After a nice cup of tea, but sadly no biscuits, Jude England, Head of Social Sciences, gave an introduction to the day and recent developments in the BL. This included their fittingly named ‘2020 Vision’, which will see, among many others, mass participation, crowd sourcing, and supporting research for economic and social benefit.

This introduction was then followed by a talk from guest speaker Karen Phillips, the Editorial Director from Sage Publications. She began by giving a brief outline of the picture of research around the world today, highlighting a growth of investment, a changing geographical and disciplinary spread as well as a move towards new models of publishing as technology changes, including open access and multi-media websites. To illustrate these, she offered the examples of SAGE Open and SAGE Research Methods Online. Overall her talk provided a unique insight into the relationship between publishers and libraries, at times inspiring almost heated debate. It was certainly interesting to see a publisher fend off a room full of librarians!

A little later than scheduled, presentations showcasing Online Developments at the British Library began with Linda Arnold-Stratford, Lead for Management and Business Studies, introducing the new Management and Business Studies Portal, which offers remote access to the BL’s business collections.

Following this, Gill Ridgley, Lead for Sport, Sociology and Cultural Studies, gave an overview of the new site Sport and Society: examining the Summer Olympics and Paralympics through the lens of Social Science. This site, divided into subject, showcases the BL’s collections on sport and Olympics. It includes contributions from academics, publishers, archivists, politicians and BL colleagues. The site also offers links and gateways to a range of related resources.

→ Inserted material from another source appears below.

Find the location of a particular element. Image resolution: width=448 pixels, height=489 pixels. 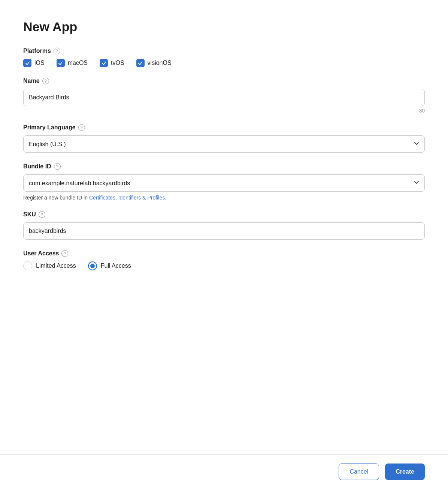

user-access-full-radio: Full Access is located at coordinates (109, 266).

Next Luke McKernan, Lead for Moving Image, presented Video Server, part of the current Growing Knowledge exhibition. The moving image collection works with outside providers to create a comprehensive collection of news programmes, recorded selectively across 18 channels. These video clips are searchable by subtitle text, making television as searchable as a newspaper. Video Server will become a reading room service from September 2011, though unfortunately will not be made available for remote access due to copyright issues.

To round off the BL’s presentations of their online developments, Jonnie Robinson, Lead for Sociolinguistics and Education, gave an introduction to the popular BL exhibition Evolving English: one language, many voices. Including archival sound recordings, for example of accents and dialects or children’s playground games, this page is the most visited on the BL website, with 15,000 visits or plays per month, and figures suggest Evolving English will be the most visited BL exhibition ever. The exhibition demonstrates the social, cultural and historical influences on the English language through a collection of material, such as slang dictionaries and medieval manuscripts, as well as copious sound recordings. You can even leave your own recording at one of the ‘voice banks’, either by reading a chosen passage from Mr Tickle, or a list of six words. The website also offers the chance to ‘map your voice’, and listen to those who have already contributed. For both of us, this was definitely the highlight of the day.

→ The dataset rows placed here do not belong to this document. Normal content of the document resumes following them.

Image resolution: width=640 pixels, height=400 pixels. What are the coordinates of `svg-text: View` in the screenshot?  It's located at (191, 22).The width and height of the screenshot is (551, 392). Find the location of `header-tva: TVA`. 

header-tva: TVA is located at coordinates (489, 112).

After lunch, Matthew Shaw, Lead Curator of North American History, reflected on the Growing Knowledge exhibition, which showcases a variety of innovative research tools. The public are invited to try out these 25 different tools, with the most popular including Mendeley, the UK Web Archive, and joVE.

The day rounded off with a workshop session, discussing prospects and problems for researchers and librarians in an online world, as well as collaborative ideas for the coalition in the future. Although this was a rather terrifying experience, it was really interesting to hear discussion on such important topics in the information profession from people who have experienced these issues first hand.

As an optional extra, we were then given a tour of the Evolving English exhibition, a lovely way to round off the day despite having to make a dash for the train. We definitely recommend a visit!